Free. No spam. Unsubscribe anytime.

Controlling the data path with a gateway

The only reliable way to stop data exfiltration at this layer is to place a policy enforcement engine directly in the request flow. That engine must be able to:

  • Inspect each request and response for sensitive fields.
  • Apply inline masking to hide secrets before they reach the caller.
  • Require just‑in‑time human approval for high‑risk operations.
  • Record the full session for replay and audit.
  • Block commands that match known dangerous patterns.

When such capabilities sit between the caller and the backend, every data movement is visible and controllable.

How hoop.dev mitigates data exfiltration risk

hoop.dev is an open‑source Layer 7 gateway designed to sit exactly in that data path. It proxies connections to databases, Kubernetes clusters, SSH endpoints, and internal HTTP services. Because it intercepts traffic at the protocol level, it can enforce the controls listed above without requiring changes to the client or the backend.

When a request arrives, hoop.dev validates the caller’s OIDC token, extracts group membership, and then applies policy rules. If the request contains a field that matches a configured mask pattern, hoop.dev rewrites the response on the fly, ensuring that secrets never leave the gateway. For operations that exceed a risk threshold, hoop.dev routes the request to a human approver before forwarding it. Every session is recorded and stored for later replay, giving auditors a complete picture of who accessed what and when.
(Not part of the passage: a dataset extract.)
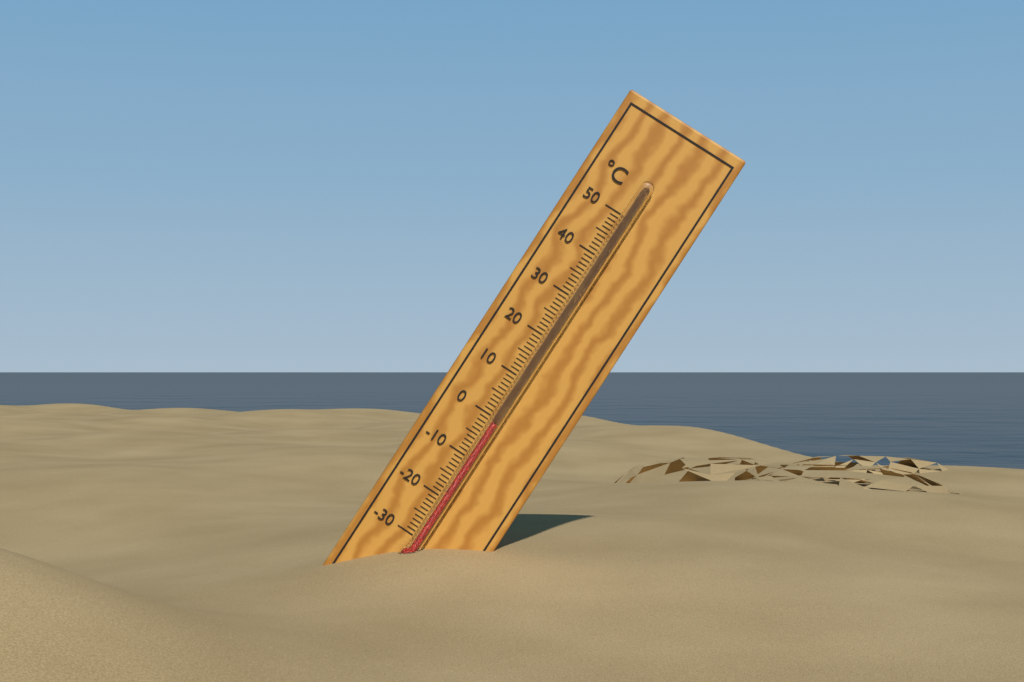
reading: -1 °C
Because the gateway holds the backend credentials, the caller never sees them. This “credential‑separation” model means that even if an attacker compromises a user token, they cannot directly extract the backend secret; they must first pass through hoop.dev’s policy engine.
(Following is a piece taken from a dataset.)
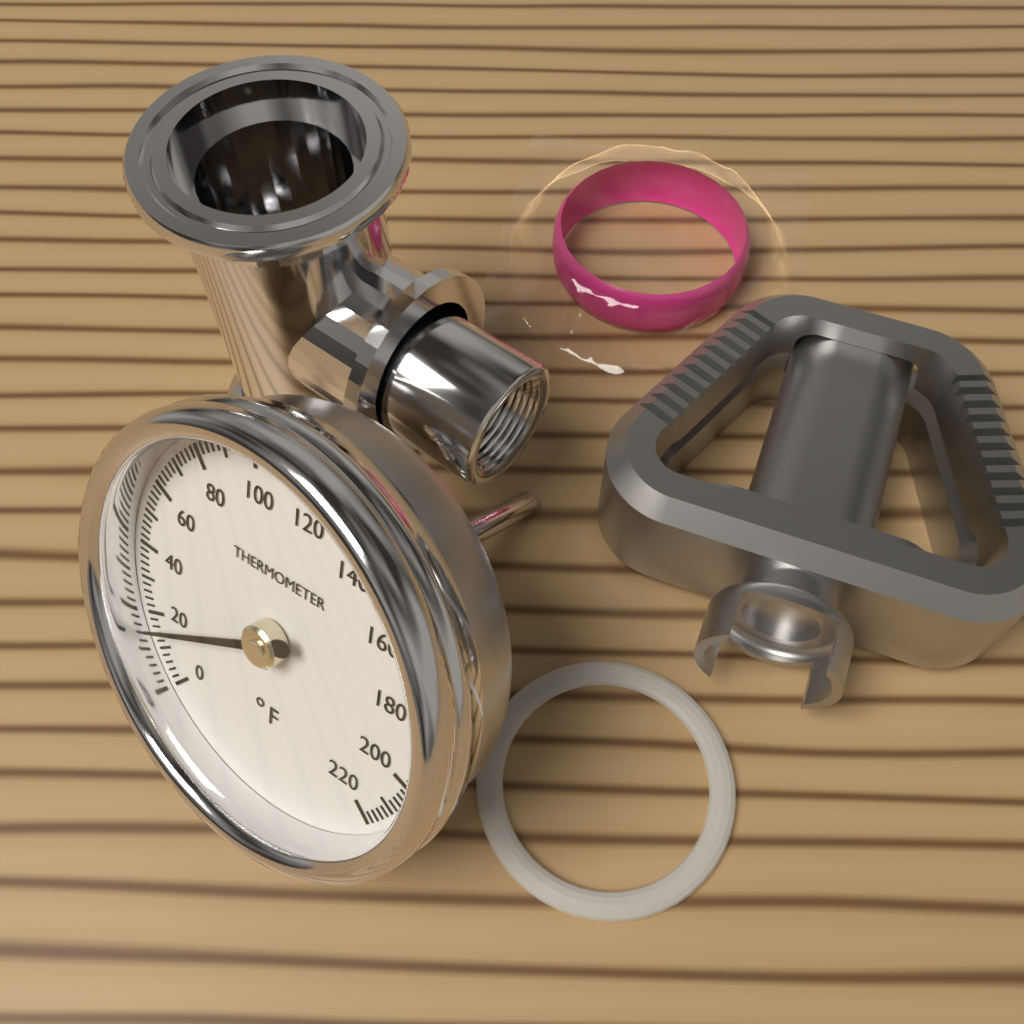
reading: 16 °F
Getting started with hoop.dev on GCP

Deploying hoop.dev in a GCP environment follows the standard quick‑start flow. A Docker Compose file can launch the gateway locally for testing, while Helm charts are available for production clusters. The documentation walks through registering a BigQuery or Cloud SQL connection, configuring OIDC authentication, and defining masking rules for common secret fields.

For a step‑by‑step guide, see the getting‑started documentation. The broader feature set, including how to define inline masks and approval workflows, is covered in the learn section.

FAQ

  • Can hoop.dev stop an attacker who already has a valid OIDC token? Yes. The token is only the first gate. All subsequent data movement passes through hoop.dev, where masking and approval rules are enforced regardless of token validity.
  • Does hoop.dev add latency to my queries? Because it operates at the protocol layer and only inspects payloads that match policy rules, the added latency is typically milliseconds, far less than the network round‑trip time for most GCP services.
  • Is the audit data stored securely? hoop.dev records sessions in a storage backend of your choice. The system does not prescribe a specific store, allowing you to use encrypted buckets, object stores, or databases that meet your compliance requirements.

Explore the open‑source code and contribute on GitHub. By placing a policy‑enforcement gateway directly in the MCP data path, organizations can turn a potential exfiltration conduit into a controlled, auditable channel.

Open source

Save the open-source gateway for agent data access

Hoop is MIT-licensed infrastructure for controlling how AI agents reach production data. Star hoophq/hoop so you can inspect it, deploy it, or share it when your team starts governing agent access.